Many of those people were immigrants whose birthplace just happened to have gone to war with England. Here in Brandon, hundreds were jailed for nearly two years at the city’s winter fair arena.
Official government records of the First World War internment were, regrettably, destroyed in the 1950s. But it is generally looked upon now as a black mark in our country’s history.
The winter fair arena was torn down around 1970.
Afterwards, that lot was home to a Safeway grocery store, with attached bank and liquor store.
Now, of course, it is the still-new-looking home for the Brandon Police Service.
But the police don’t have nearly as many “customers” as Safeway did, so the parking lot in the front was a little too large.
It was an excellent idea to turn the front strip of it, along Victoria Avenue, into a small park.
It was an even better idea to create a Brandon Veterans’ Memorial.
Unlike most small towns around us, Brandon doesn’t have a public cairn or obelisk to mark our contribution to the First and Second World Wars.
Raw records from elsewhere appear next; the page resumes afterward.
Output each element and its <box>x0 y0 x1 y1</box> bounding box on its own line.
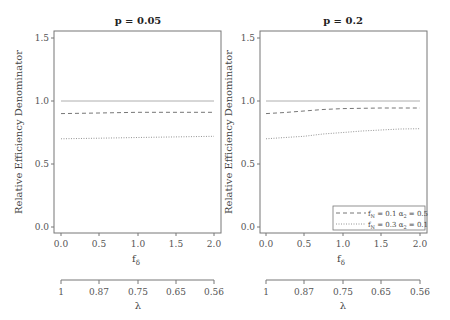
lambda-tick-label: 0.56 <box>410 287 430 297</box>
x-tick-label: 1.0 <box>131 239 146 249</box>
panel-left: p = 0.05 1.5 1.0 0.5 0.0 Relative Effici… <box>13 15 224 311</box>
x-tick-label: 2.0 <box>413 239 428 249</box>
plot-frame-left <box>54 31 221 233</box>
y-axis-label-right: Relative Efficiency Denominator <box>223 50 234 214</box>
y-tick-label: 1.5 <box>35 33 50 43</box>
x-tick-label: 1.5 <box>374 239 389 249</box>
lambda-tick-label: 0.65 <box>166 287 186 297</box>
x-tick-label: 1.5 <box>169 239 184 249</box>
series-dotted-left <box>61 136 214 139</box>
legend-entry-2: fN = 0.3 α2 = 0.1 <box>368 221 428 230</box>
y-tick-label: 0.0 <box>35 222 50 232</box>
y-axis-label-left: Relative Efficiency Denominator <box>13 50 24 214</box>
x-tick-label: 0.0 <box>54 239 69 249</box>
series-dashed-left <box>61 112 214 113</box>
lambda-tick-label: 0.87 <box>294 287 314 297</box>
y-tick-label: 0.5 <box>35 159 50 169</box>
series-dotted-right <box>266 129 420 139</box>
plot-frame-right <box>260 31 427 233</box>
x-tick-label: 2.0 <box>207 239 222 249</box>
lambda-tick-label: 0.75 <box>128 287 148 297</box>
panel-right: p = 0.2 1.5 1.0 0.5 0.0 Relative Efficie… <box>223 15 430 311</box>
lambda-tick-label: 0.65 <box>371 287 391 297</box>
lambda-axis-label-left: λ <box>135 300 142 311</box>
panel-title-right: p = 0.2 <box>323 15 363 26</box>
lambda-tick-label: 0.87 <box>89 287 109 297</box>
series-dashed-right <box>266 108 420 114</box>
legend-entry-1: fN = 0.1 α2 = 0.5 <box>368 210 428 219</box>
lambda-tick-label: 0.75 <box>333 287 353 297</box>
x-tick-label: 0.0 <box>259 239 274 249</box>
x-axis-label-left: fδ <box>132 253 140 267</box>
x-tick-label: 0.5 <box>92 239 107 249</box>
x-axis-label-right: fδ <box>337 253 345 267</box>
lambda-tick-label: 1 <box>58 287 64 297</box>
x-tick-label: 0.5 <box>297 239 312 249</box>
lambda-tick-label: 1 <box>263 287 269 297</box>
chart-canvas: p = 0.05 1.5 1.0 0.5 0.0 Relative Effici… <box>0 0 450 320</box>
y-tick-label: 1.0 <box>35 96 50 106</box>
lambda-axis-label-right: λ <box>340 300 347 311</box>
lambda-tick-label: 0.56 <box>204 287 224 297</box>
x-tick-label: 1.0 <box>336 239 351 249</box>
legend: fN = 0.1 α2 = 0.5 fN = 0.3 α2 = 0.1 <box>333 206 428 230</box>
y-tick-label: 0.5 <box>241 159 256 169</box>
panel-title-left: p = 0.05 <box>115 15 162 26</box>
y-tick-label: 1.0 <box>241 96 256 106</box>
y-tick-label: 1.5 <box>241 33 256 43</box>
y-tick-label: 0.0 <box>241 222 256 232</box>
There is a large memorial, the Cross of Sacrifice, at the Brandon Municipal Cemetery, but it was funded privately in the 1920s (apparently, city government at the time declined to contribute) and is now maintained by the Commonwealth War Graves Commission.
It has also been left up to private groups to create what other memorials exist in Brandon, in particular the trio of memorials in front of the Brandon Armoury, which is just across the street from the veterans’ memorial.
Interestingly, the “park” that the Brandon Veterans’ Memorial and the internment memorial plaque is in could be considered almost private space as well, since it was carved out of the police station parking lot.
The new parking lot at the Dood Cristall YMCA in downtown Brandon will also feature a “pocket park,” including a landscaped grassy areas, a basketball hoop and fitness equipment.
It’s a welcome trend, and there are hundreds of parking lots that could use a little more green here and there.
It’s also increasingly clear that there is a lot of our civic history that is poorly commemorated, or is not at all.
It shouldn’t take much to turn a few parking spaces in the far corner of every lot — you know, the ones that are only ever filled on the Saturday before Christmas, but also happen to be right next to the sidewalk —and turn them into something more pleasing.
One of the things that could be considered as more pleasing would be a small memorial of some sort. As the successful Brandon Veterans’ Memorial and internment memorial show, they don’t have to be large to be meaningful.
We note that this is likely something that could be done by any organization with a large parking lot. There are no shortage of worthy historical events that deserve recognition.